I’m currently developing a 2D Metroidvania game, and I’d like to hear your thoughts: What are the key elements that make a Metroidvania fun to play and challenging in a satisfying way? I’m especially interested in how to balance exploration, progression, and difficulty without frustrating the player.

This is a good question. The core element here that drives everything in a metroidvania is the intersection between the abilities the player gets and the level design. Everything a player does in a platformer follows three sequential steps:

  1. The player sees a potential challenge or obstacle
  2. The player considers what kind of tools/abilities she has at her disposal to overcome the obstacle
  3. The player uses those tools to overcome the obstacle

As you've identified, a player needs exploration, progression, and difficulty. These effectively map to the three steps one to one - when the player encounters a new obstacle, that's the exploration. When she considers how to use the abilities and tools, that's the progression. When she has to actually perform the moves to overcome the obstacle, that's the difficulty. Once these three steps have been completed, you give the player a reward - open up a new part of the map, give a new item/ability, give more uses of an old item/ability, give more health, and so on. This is the core game loop for a metroidvania.

To do this, you need to design your levels to have a good spread of obstacles that allow for each of these three steps. Critical path rewards should be fairly easy to obtain - you want all players to be able to experience your game. Optional rewards should be harder to get - more difficult to see or overcome, but providing rewards there means you're communicating to the player that you saw and recognized their effort by rewarding it. Getting the hard-to-get secret whatever, even if it is only an achievement and/or cosmetic, feels really good.

Metroidvania games in particular need to place many obstacles and rewards in early areas of the game that are clearly visible from the critical path but not overcomable so as to encourage players to return to earlier areas and explore them after obtaining more skills/abilities/tools. An example would be the classic Legend of Zelda example of a heart container piece sitting out in the open in the overworld, but behind several rocks that are just too heavy to lift (at the moment). The player clearly sees the interesting reward (heart container piece!) and cannot obtain it (yet), so they make a mental note to come back later because they know something good is here. Pepper these visual hooks and rewards throughout your level design in order to draw a player to find new areas and new abilities.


- WORK TO BE COMPLETED -
Set down without change every line from the line that contains "Locate an element on the screen. This" through the end of the listing, and only those lines. No pictures.

++++++

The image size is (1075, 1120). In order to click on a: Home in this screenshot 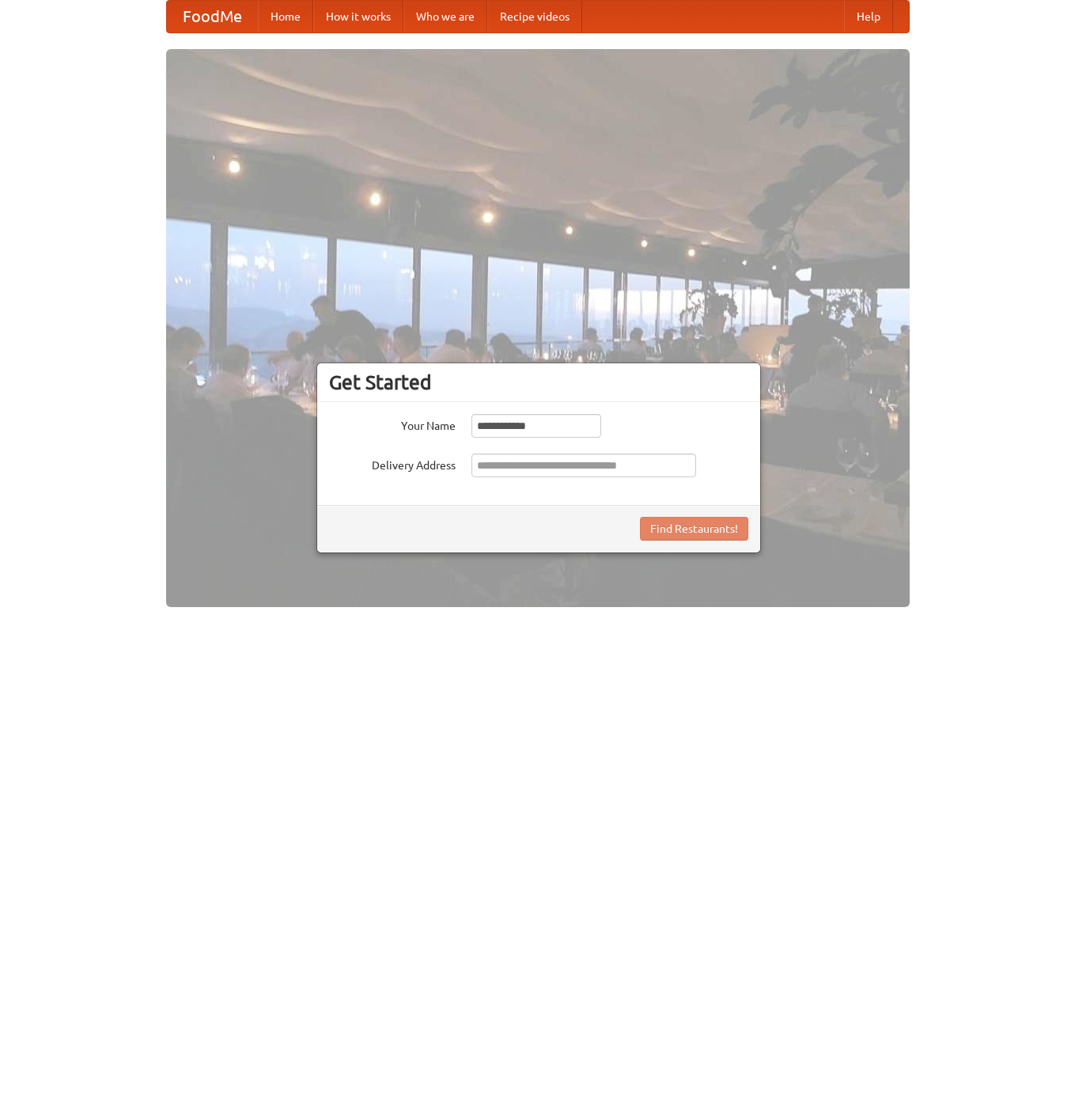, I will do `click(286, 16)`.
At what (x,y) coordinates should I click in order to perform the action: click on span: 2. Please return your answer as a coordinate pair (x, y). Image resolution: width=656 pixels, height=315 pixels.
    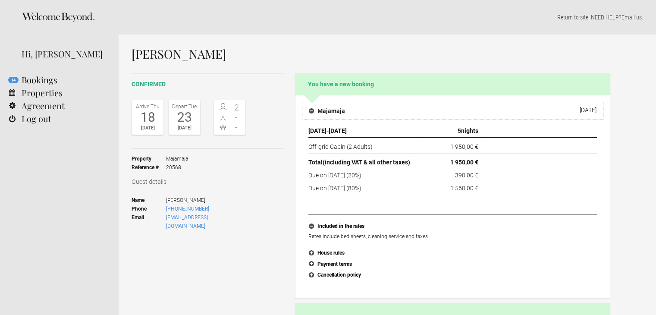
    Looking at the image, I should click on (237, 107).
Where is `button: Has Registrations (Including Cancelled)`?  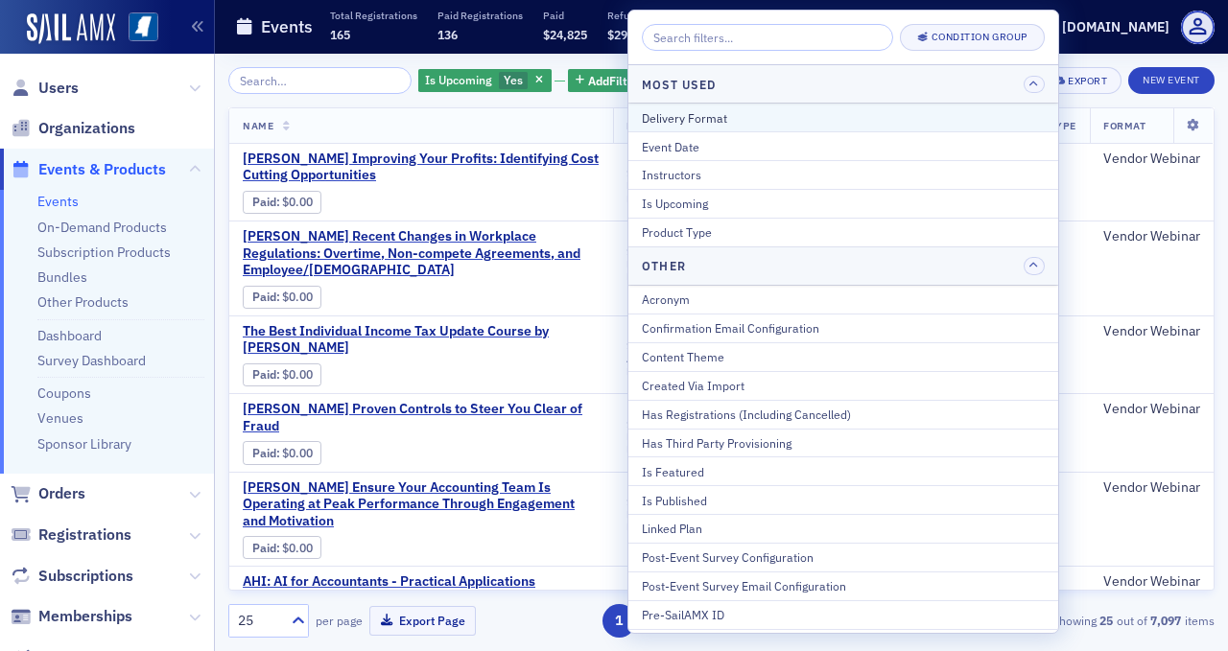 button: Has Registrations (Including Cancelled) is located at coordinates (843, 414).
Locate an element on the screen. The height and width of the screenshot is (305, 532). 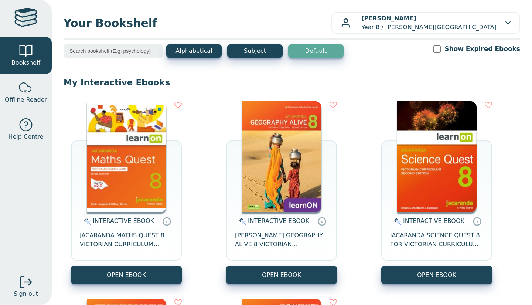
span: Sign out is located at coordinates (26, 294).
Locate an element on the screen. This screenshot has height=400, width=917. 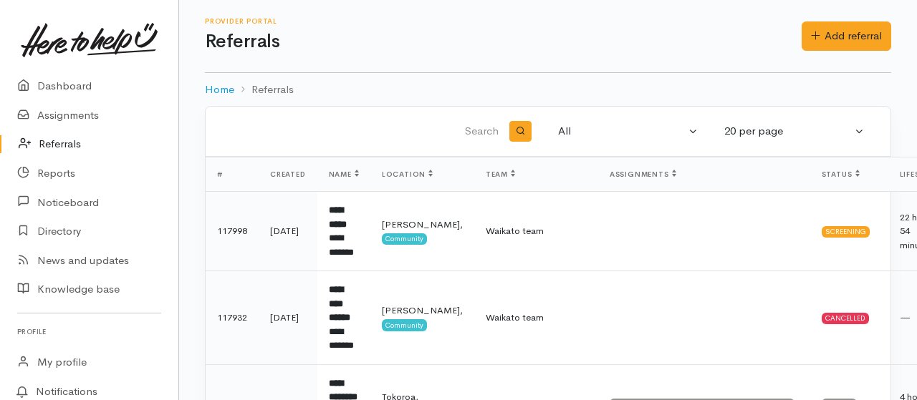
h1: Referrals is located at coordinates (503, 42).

++++++

- SOLVED EXERCISE -
Locate an element on the screen. This screenshot has height=400, width=917. 
h1: Referrals is located at coordinates (503, 42).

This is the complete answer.